E the inhabitants of the liberty of the Dean

WE and Chapter of St. Patrick's, Dublin, and the

neighbourhood of the fame, having been informed, by univerfal report, that a certain man of this city hath openly threatened and fworn before many hundred people, as well perfons of quality as others, that he refolves upon the firft opportunity, by the help of feveral ruffians, to murder or maim the reverend the Dean of St. Patrick's, our neighbour, benefactor, and head of the liberty of St. Patrick's, upon a frivolous unproved fufpicion, of the faid Dean's having written fome lines in verfe reflecting on the faid man:

Therefore we the faid inhabitants of the faid liberty, and in the neighbourhood thereof, from our great love and refpect to the faid Dean, to whom the whole kingdom hath fo many obligations, as well as we of the Fiberty, do unanimously declare, that we will endeavour to defend the life and limbs of the faid Dean against the faid man, and all his ruffians and murderers, as far as the law will allow; if he or any of them prefume to come into the faid liberty with any wicked malicious intent against the houfe, or family, or perfon, or goods of the faid Dean, to which we have chearfully, fincerely, and heartily, fet our hands.
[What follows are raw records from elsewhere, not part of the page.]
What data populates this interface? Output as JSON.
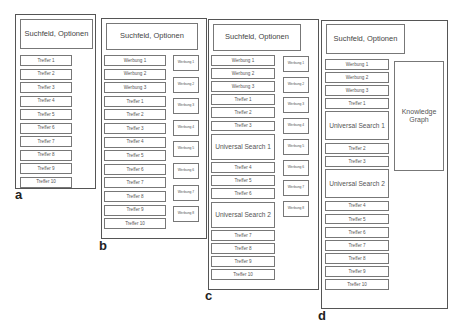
{
  "panels": [
    {
      "label": "a",
      "header": "Suchfeld, Optionen",
      "main": [
        "Treffer 1",
        "Treffer 2",
        "Treffer 3",
        "Treffer 4",
        "Treffer 5",
        "Treffer 6",
        "Treffer 7",
        "Treffer 8",
        "Treffer 9",
        "Treffer 10"
      ],
      "sidebar": []
    },
    {
      "label": "b",
      "header": "Suchfeld, Optionen",
      "main": [
        "Werbung 1",
        "Werbung 2",
        "Werbung 3",
        "Treffer 1",
        "Treffer 2",
        "Treffer 3",
        "Treffer 4",
        "Treffer 5",
        "Treffer 6",
        "Treffer 7",
        "Treffer 8",
        "Treffer 9",
        "Treffer 10"
      ],
      "sidebar": [
        "Werbung 1",
        "Werbung 2",
        "Werbung 3",
        "Werbung 4",
        "Werbung 5",
        "Werbung 6",
        "Werbung 7",
        "Werbung 8"
      ]
    },
    {
      "label": "c",
      "header": "Suchfeld, Optionen",
      "main": [
        "Werbung 1",
        "Werbung 2",
        "Werbung 3",
        "Treffer 1",
        "Treffer 2",
        "Treffer 3",
        "Universal Search 1",
        "Treffer 4",
        "Treffer 5",
        "Treffer 6",
        "Universal Search 2",
        "Treffer 7",
        "Treffer 8",
        "Treffer 9",
        "Treffer 10"
      ],
      "sidebar": [
        "Werbung 1",
        "Werbung 2",
        "Werbung 3",
        "Werbung 4",
        "Werbung 5",
        "Werbung 6",
        "Werbung 7",
        "Werbung 8"
      ]
    },
    {
      "label": "d",
      "header": "Suchfeld, Optionen",
      "main": [
        "Werbung 1",
        "Werbung 2",
        "Werbung 3",
        "Treffer 1",
        "Universal Search 1",
        "Treffer 2",
        "Treffer 3",
        "Universal Search 2",
        "Treffer 4",
        "Treffer 5",
        "Treffer 6",
        "Treffer 7",
        "Treffer 8",
        "Treffer 9",
        "Treffer 10"
      ],
      "knowledge_graph": "Knowledge Graph"
    }
  ]
}
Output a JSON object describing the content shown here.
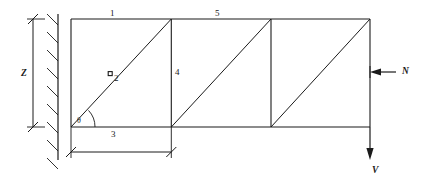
{
  "diagram": {
    "stroke_color": "#1a1a1a",
    "background_color": "#ffffff",
    "member_labels": [
      {
        "id": "member-1",
        "text": "1",
        "x": 110,
        "y": 9,
        "role": "top-chord-first-bay"
      },
      {
        "id": "member-2",
        "text": "2",
        "x": 114,
        "y": 74,
        "role": "diagonal-first-bay"
      },
      {
        "id": "member-3",
        "text": "3",
        "x": 111,
        "y": 130,
        "role": "bottom-chord-first-bay"
      },
      {
        "id": "member-4",
        "text": "4",
        "x": 175,
        "y": 68,
        "role": "vertical-post-first"
      },
      {
        "id": "member-5",
        "text": "5",
        "x": 215,
        "y": 9,
        "role": "top-chord-second-bay"
      }
    ],
    "dimension_labels": [
      {
        "id": "dim-z",
        "text": "Z",
        "x": 21,
        "y": 69,
        "role": "height-dimension"
      }
    ],
    "angle_labels": [
      {
        "id": "angle-theta",
        "text": "θ",
        "x": 77,
        "y": 117,
        "role": "diagonal-inclination-angle"
      }
    ],
    "load_labels": [
      {
        "id": "load-n",
        "text": "N",
        "x": 402,
        "y": 67,
        "role": "axial-load-horizontal"
      },
      {
        "id": "load-v",
        "text": "V",
        "x": 372,
        "y": 166,
        "role": "shear-load-vertical"
      }
    ],
    "geometry": {
      "wall_x": 58,
      "frame_left_x": 71,
      "frame_right_x": 370,
      "top_chord_y": 19,
      "bottom_chord_y": 127,
      "bay_width": 99.7,
      "post_x_values": [
        171.3,
        271.0,
        370.0
      ],
      "node_marker": {
        "x": 110,
        "y": 73.6,
        "size": 4
      },
      "z_dimension_x": 33,
      "base_dimension_y": 152,
      "base_dimension_x1": 71,
      "base_dimension_x2": 171.3,
      "hatch_count": 8,
      "hatch_top_y": 14,
      "hatch_bottom_y": 160
    }
  }
}
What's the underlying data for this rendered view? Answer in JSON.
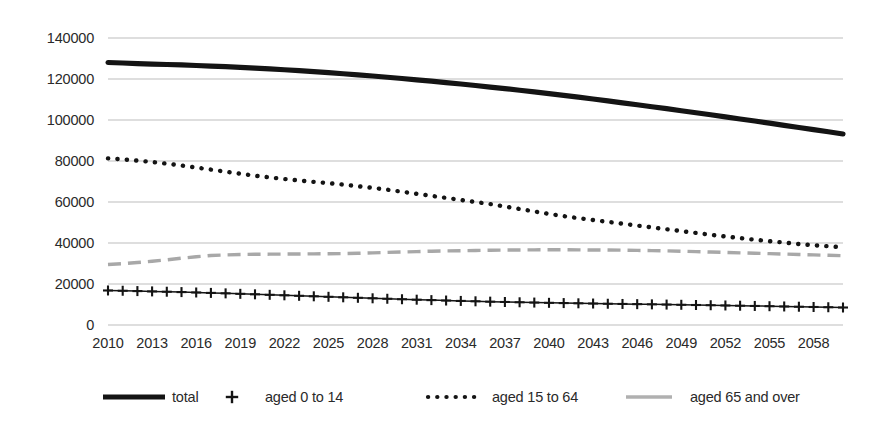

The Dean being in bed, very much indifpofed, and not able to receive the faid perfons, dictated the following anfwer:

Gentlemen,

I receive, with great thankfulness, these many kind expreffions of your concern for my fafety, as well as your declared refolution to defend me (as far as the laws of God and man will allow) against all murderers and ruffians, who fhall attempt to enter into the liberty with

any

any bloody or wicked defigns, upon my life, my limbs, my houfe, or my goods. Gentlemen, my life is in the hands of God, and whether it may be cut off by treachery or open violence, or by the common way of other men; as long as it continues, I fhall ever bear a grateful memory for this favour you have fhewn, beyond my expectation, and almost exceeding my wishes. The inhabitants of the liberty, as well as thofe of the neighbourhood, have lived with me in great amity for near twenty years; which I am confident will never diminish during my life. I am chiefly forry that by two cruel disorders of deafnefs and giddiness, which have purfued me for four months, I am not in a condition either to hear, or to receive you, muft lefs to return my moft fincere ac-. knowledgments, which in juftice and gratitude I ought to do. May God bless you and your families in this world, and make you for ever happy in the next.